2019 was a great movie year. Full stop. Recognition aside it’s never a good look for studios to release the majority of said movies from Thanksgiving through mid-January but alas that’s what’s become of our annual release schedule. Studios fret over award-worthy movies being forgotten early in the year so they release them all at once – ensuring that a bunch go unseen anyway. It’s very stupid.

But if you had the will to parse through the crowded cineplex reader board, 2019 happily rewarded you. And the “movie of the year” discourse is louder than ever given the Oscars moved up nearly a month earlier than usual – leaving us far less time to collectively realize Joker was bad and to watch Judy with our Grandmas. Regardless – there are a lot of good (and great!) movies at the Oscars this year – and plenty more that went woefully unrecognized (Oscars are REALLY REALLY white in 2020.)

As I vow to see and write about more movies this year, here’s my look back at the year that was with my annual Oscar predictions.

Best Supporting Actress:

Who Should Win: Laura Dern Marriage Story

Who Will Win: Laura Dern Marriage Story

I’ll admit I haven’t seen most of the movies in this category but watching Laura Dern basically play her character from Big Little Lies in an otherwise subdued Marriage Story was damn thrilling at times. This will be an awards season cap on 2019 – a year Dern absolutely owned.

Best Supporting Actor:

Who Should Win: Brad Pitt Once Upon a Time …In Hollywood

Who Will Win: Brad Pitt Once Upon a Time …In Hollywood

Thirst trap presented without comment.

Best Actress:

Who Should Win: Lupita Nyong’o Us

Who Will Win: Renee Zelwegger Judy

I know I’m cheating – Nyong’o wasn’t even nominated. Which is bullshit because she gave the best performance of the year in Us (a criminally ignored movie this award season.) Her dual performance was riveting culminating in an inventive, memorable tunnel cat and mouse game. I’m sure Zelwegger was good in Judy but that’s a classic biopic performance the Academy devours.

Best Actor:

Who Should Win: Leonardo DiCaprio or Adam Sandler Once Upon a Time …In Hollywood & Uncut Gems

Who Will Win: Joaquin Phoenix Joker

2019 gave us two of the best movie star performances with Leo and the Sandman (I realize I’m cheating again here.) I would be so happy to see Leo rewarded for fully realizing Rick Dalton – an aging TV star who’s narcissistic worldview makes for the best and funniest performance of his career. Sandler is the only star on earth who could’ve pulled off Howard Ratner’s manic energy as he swindles his way through the New York jewelry district. Uncut Gems is invigorated by Sandler who carries the movie’s substantial weight and energy while somehow making us care for such a wildly abhorrent scumbag.

Howard Ratner – not a nice fellow
You’re Rick fuckin’ Dalton

Instead we’re gonna celebrate this…neat

Best Director:

Who Should Win: Bong Joon Ho Parasite

Who Will Win: Sam Mendes 1917

What Sam Mendes accomplished in 1917 is truly epic, a riveting display of directing prowess that I won’t hate to see carry home the statue. That said – Director Bong Joon Ho’s almost clinical grasp on his material in Parasite is a tightrope that perhaps only he could walk. One misstep in tone and the movie doesn’t work but Bong deftly hits every mark. It’s an astounding accomplishment.

Best Picture

What Should Win: Parasite

What Will Win: 1917

Joker received 11 nominations this year. That’s hilarious because Joker is the movie equivalent of a goth 8th grader drawing spiderwebs in his trapper keeper. It’s a movie that doesn’t just wear it’s influences in every frame but actively steals from them. It has little to say and no conviction (the ending is a world class cop out) no matter how hard Joaquin fake laughs (he also runs down a record number of hallways.) It’s a movie desperate to be taken seriously that it’s set pieces come off so calculated, so artificial that they start to illicit laughs not thrills (those wall street bros know a shitload of Sondheim though.)  It doesn’t dare want (or invite) the audience to interrogate it so it just tells you everything you need to know (clown is sad, society ignores him, clown tells everyone that.) Just because a movie takes place at night doesn’t make it dark, but it made a lot of money – so the Academy made sure we remembered that.

Joker is the polar opposite of the best films up for the award this year – films of unique perspective and conviction (The Irishman, OUATIH, 1917, Little Women.) And the best of them all was Director Bong Joon Ho’s masterpiece Parasite. It’s a movie that never traffics in subtlety precisely because its class distinctions aren’t. They are as clear as the blue sky above the Park mansion. Director Bong weaves a tail of economic desperation that’s thrilling, pitch black and devastatingly funny. The Park’s and Kim’s are not families of good people, they are people shaped by circumstance and ultimately guided into prejudice and darkness by it. It’s everything Joker wanted you to think it was, and everything it’s not.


*DIRECTIONS*
Filter on the word "applicable": copy each matching line from the listing below.

*DATA*
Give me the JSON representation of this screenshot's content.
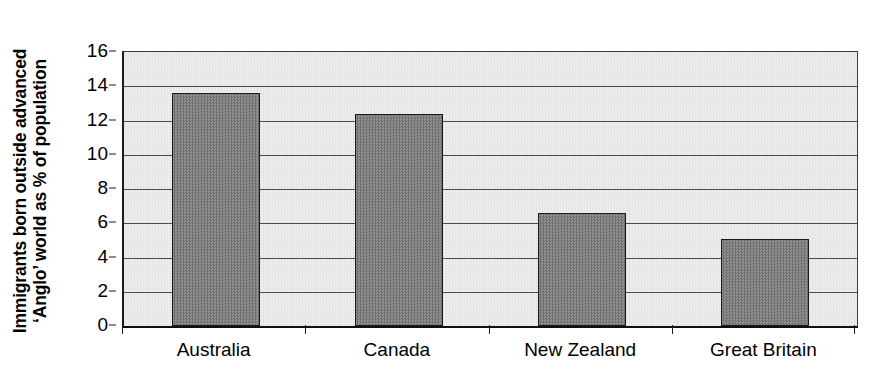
{
  "chart_data": {
    "type": "bar",
    "title": "",
    "subtitle": "",
    "xlabel": "",
    "ylabel_lines": [
      "Immigrants born outside advanced",
      "‘Anglo’ world as % of population"
    ],
    "ylabel": "Immigrants born outside advanced ‘Anglo’ world as % of population",
    "categories": [
      "Australia",
      "Canada",
      "New Zealand",
      "Great Britain"
    ],
    "values": [
      13.6,
      12.4,
      6.6,
      5.1
    ],
    "series": [
      {
        "name": "Immigrants born outside advanced 'Anglo' world as % of population",
        "values": [
          13.6,
          12.4,
          6.6,
          5.1
        ]
      }
    ],
    "ylim": [
      0,
      16
    ],
    "ytick_values": [
      0,
      2,
      4,
      6,
      8,
      10,
      12,
      14,
      16
    ],
    "ytick_labels": [
      "0",
      "2",
      "4",
      "6",
      "8",
      "10",
      "12",
      "14",
      "16"
    ],
    "grid": true,
    "grid_axis": "y",
    "legend": false,
    "legend_position": "none",
    "annotations": [],
    "colors": {
      "bar_fill": "#818181",
      "bar_border": "#1a1a1a",
      "plot_background": "#e9e9e9",
      "gridline": "#4b4b4b",
      "axis": "#101010",
      "text": "#000000",
      "figure_background": "#ffffff"
    }
  }
}
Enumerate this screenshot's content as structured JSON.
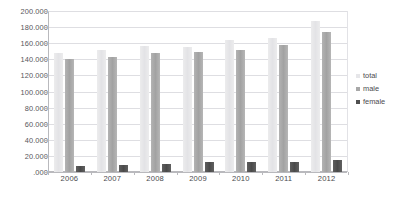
{
  "chart_data": {
    "type": "bar",
    "title": "",
    "subtitle": "",
    "xlabel": "",
    "ylabel": "",
    "categories": [
      "2006",
      "2007",
      "2008",
      "2009",
      "2010",
      "2011",
      "2012"
    ],
    "series": [
      {
        "name": "total",
        "color": "#e6e6e9",
        "values": [
          148000,
          151000,
          156000,
          155000,
          164000,
          166000,
          188000
        ]
      },
      {
        "name": "male",
        "color": "#a8a8a8",
        "values": [
          140000,
          143000,
          148000,
          149000,
          152000,
          158000,
          174000
        ]
      },
      {
        "name": "female",
        "color": "#4f4f4f",
        "values": [
          8000,
          8500,
          9500,
          13000,
          12500,
          12000,
          15000
        ]
      }
    ],
    "ylim": [
      0,
      200000
    ],
    "ytick_values": [
      0,
      20000,
      40000,
      60000,
      80000,
      100000,
      120000,
      140000,
      160000,
      180000,
      200000
    ],
    "ytick_labels": [
      ".000",
      "20.000",
      "40.000",
      "60.000",
      "80.000",
      "100.000",
      "120.000",
      "140.000",
      "160.000",
      "180.000",
      "200.000"
    ],
    "grid": true,
    "legend_position": "right",
    "legend": [
      {
        "label": "total",
        "color": "#e6e6e9"
      },
      {
        "label": "male",
        "color": "#a8a8a8"
      },
      {
        "label": "female",
        "color": "#4f4f4f"
      }
    ]
  }
}
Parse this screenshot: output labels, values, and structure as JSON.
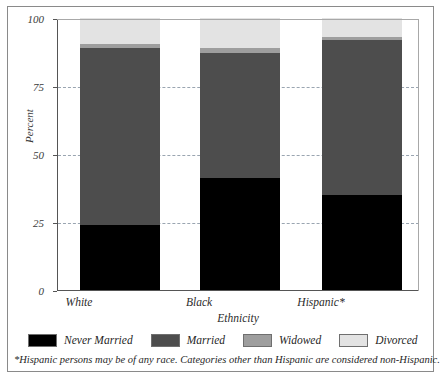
{
  "chart_data": {
    "type": "bar",
    "subtype": "stacked-bar-100",
    "title": "",
    "xlabel": "Ethnicity",
    "ylabel": "Percent",
    "categories": [
      "White",
      "Black",
      "Hispanic*"
    ],
    "series": [
      {
        "name": "Never Married",
        "color": "#000000",
        "values": [
          24,
          41,
          35
        ]
      },
      {
        "name": "Married",
        "color": "#4d4d4d",
        "values": [
          65,
          46,
          57
        ]
      },
      {
        "name": "Widowed",
        "color": "#9e9e9e",
        "values": [
          1.5,
          2,
          1
        ]
      },
      {
        "name": "Divorced",
        "color": "#e3e3e3",
        "values": [
          9.5,
          11,
          7
        ]
      }
    ],
    "ylim": [
      0,
      100
    ],
    "yticks": [
      0,
      25,
      50,
      75,
      100
    ],
    "ytick_labels": [
      "0",
      "25",
      "50",
      "75",
      "100"
    ],
    "grid": true,
    "grid_style": "dashed",
    "legend_position": "bottom"
  },
  "axes": {
    "y_label": "Percent",
    "x_label": "Ethnicity",
    "y_ticks": [
      {
        "value": 100,
        "label": "100"
      },
      {
        "value": 75,
        "label": "75"
      },
      {
        "value": 50,
        "label": "50"
      },
      {
        "value": 25,
        "label": "25"
      },
      {
        "value": 0,
        "label": "0"
      }
    ],
    "x_ticks": [
      {
        "label": "White"
      },
      {
        "label": "Black"
      },
      {
        "label": "Hispanic*"
      }
    ]
  },
  "legend": {
    "items": [
      {
        "label": "Never Married",
        "color": "#000000"
      },
      {
        "label": "Married",
        "color": "#4d4d4d"
      },
      {
        "label": "Widowed",
        "color": "#9e9e9e"
      },
      {
        "label": "Divorced",
        "color": "#e3e3e3"
      }
    ]
  },
  "footnote": {
    "text": "*Hispanic persons may be of any race. Categories other than Hispanic are considered non-Hispanic."
  }
}
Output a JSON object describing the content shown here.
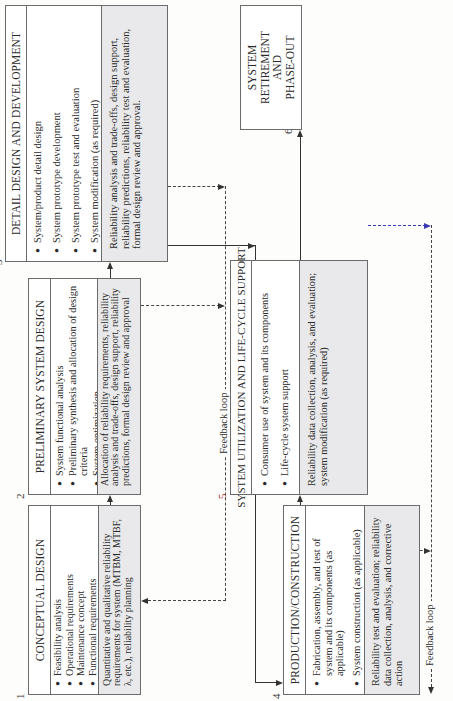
{
  "diagram": {
    "orientation": "rotated 90 degrees counter-clockwise",
    "stages": [
      {
        "number": "1",
        "title": "CONCEPTUAL DESIGN",
        "bullets": [
          "Feasibility analysis",
          "Operational requirements",
          "Maintenance concept",
          "Functional requirements",
          "Technical performance measures",
          "Advance system planning"
        ],
        "reliability_note": "Quantitative and qualitative reliability requirements for system (MTBM, MTBF, λ, etc.), reliability planning"
      },
      {
        "number": "2",
        "title": "PRELIMINARY SYSTEM DESIGN",
        "bullets": [
          "System functional analysis",
          "Preliminary synthesis and allocation of design criteria",
          "System optimization",
          "System synthesis and definition"
        ],
        "reliability_note": "Allocation of reliability requirements, reliability analysis and trade-offs, design support, reliability predictions, formal design review and approval"
      },
      {
        "number": "3",
        "title": "DETAIL DESIGN AND DEVELOPMENT",
        "bullets": [
          "System/product detail design",
          "System prototype development",
          "System prototype test and evaluation",
          "System modification (as required)"
        ],
        "reliability_note": "Reliability analysis and trade-offs, design support, reliability predictions, reliability test and evaluation, formal design review and approval."
      },
      {
        "number": "4",
        "title": "PRODUCTION/CONSTRUCTION",
        "bullets": [
          "Fabrication, assembly, and test of system and its components (as applicable)",
          "System construction (as applicable)"
        ],
        "reliability_note": "Reliability test and evaluation; reliability data collection, analysis, and corrective action"
      },
      {
        "number": "5",
        "title": "SYSTEM UTILIZATION AND LIFE-CYCLE SUPPORT",
        "bullets": [
          "Consumer use of system and its components",
          "Life-cycle system support"
        ],
        "reliability_note": "Reliability data collection, analysis, and evaluation; system modification (as required)"
      },
      {
        "number": "6",
        "title_lines": [
          "SYSTEM",
          "RETIREMENT",
          "AND",
          "PHASE-OUT"
        ]
      }
    ],
    "feedback_labels": {
      "upper": "Feedback loop",
      "lower": "Feedback loop"
    },
    "colors": {
      "box_border": "#6b6b6b",
      "reliability_panel": "#e9e9eb",
      "line": "#333333",
      "blue_dash": "#3a3ab0"
    }
  }
}
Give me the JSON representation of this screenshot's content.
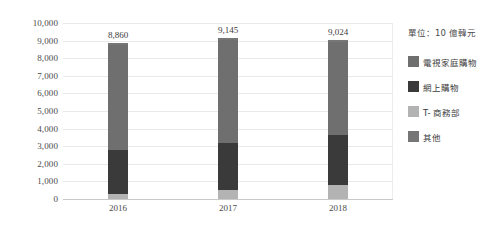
{
  "chart_data": {
    "type": "bar",
    "subtype": "stacked-column",
    "title": "",
    "xlabel": "",
    "ylabel": "",
    "unit_note": "單位：10 億韓元",
    "categories": [
      "2016",
      "2017",
      "2018"
    ],
    "totals": [
      8860,
      9145,
      9024
    ],
    "total_labels": [
      "8,860",
      "9,145",
      "9,024"
    ],
    "ylim": [
      0,
      10000
    ],
    "ystep": 1000,
    "ytick_labels": [
      "0",
      "1,000",
      "2,000",
      "3,000",
      "4,000",
      "5,000",
      "6,000",
      "7,000",
      "8,000",
      "9,000",
      "10,000"
    ],
    "ytick_values": [
      0,
      1000,
      2000,
      3000,
      4000,
      5000,
      6000,
      7000,
      8000,
      9000,
      10000
    ],
    "grid": true,
    "legend_position": "right",
    "stack_order_bottom_to_top": [
      "T-商務部",
      "網上購物",
      "電視家庭購物",
      "其他"
    ],
    "series": [
      {
        "name": "電視家庭購物",
        "color": "#6f6f6f",
        "values": [
          5960,
          5845,
          5314
        ]
      },
      {
        "name": "網上購物",
        "color": "#3a3a3a",
        "values": [
          2500,
          2700,
          2810
        ]
      },
      {
        "name": "T-商務部",
        "color": "#b3b3b3",
        "values": [
          300,
          500,
          800
        ]
      },
      {
        "name": "其他",
        "color": "#767676",
        "values": [
          100,
          100,
          100
        ]
      }
    ]
  },
  "legend": {
    "items": [
      {
        "label": "電視家庭購物",
        "color": "#6f6f6f"
      },
      {
        "label": "網上購物",
        "color": "#3a3a3a"
      },
      {
        "label": "T- 商務部",
        "color": "#b3b3b3"
      },
      {
        "label": "其他",
        "color": "#767676"
      }
    ]
  }
}
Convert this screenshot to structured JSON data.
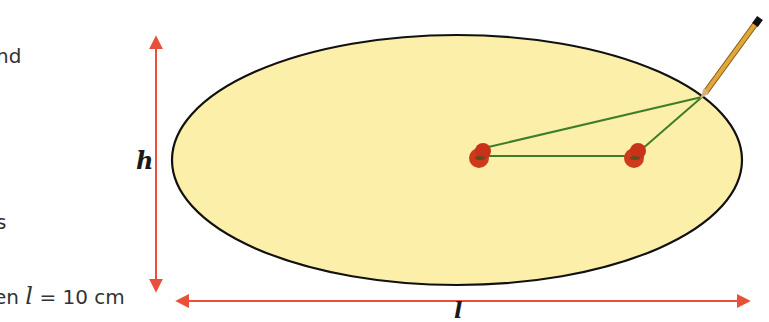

*OUTPUT BELOW*
          "Fabrication, assembly, and test of system and its components (as applicable)",
          "System construction (as applicable)"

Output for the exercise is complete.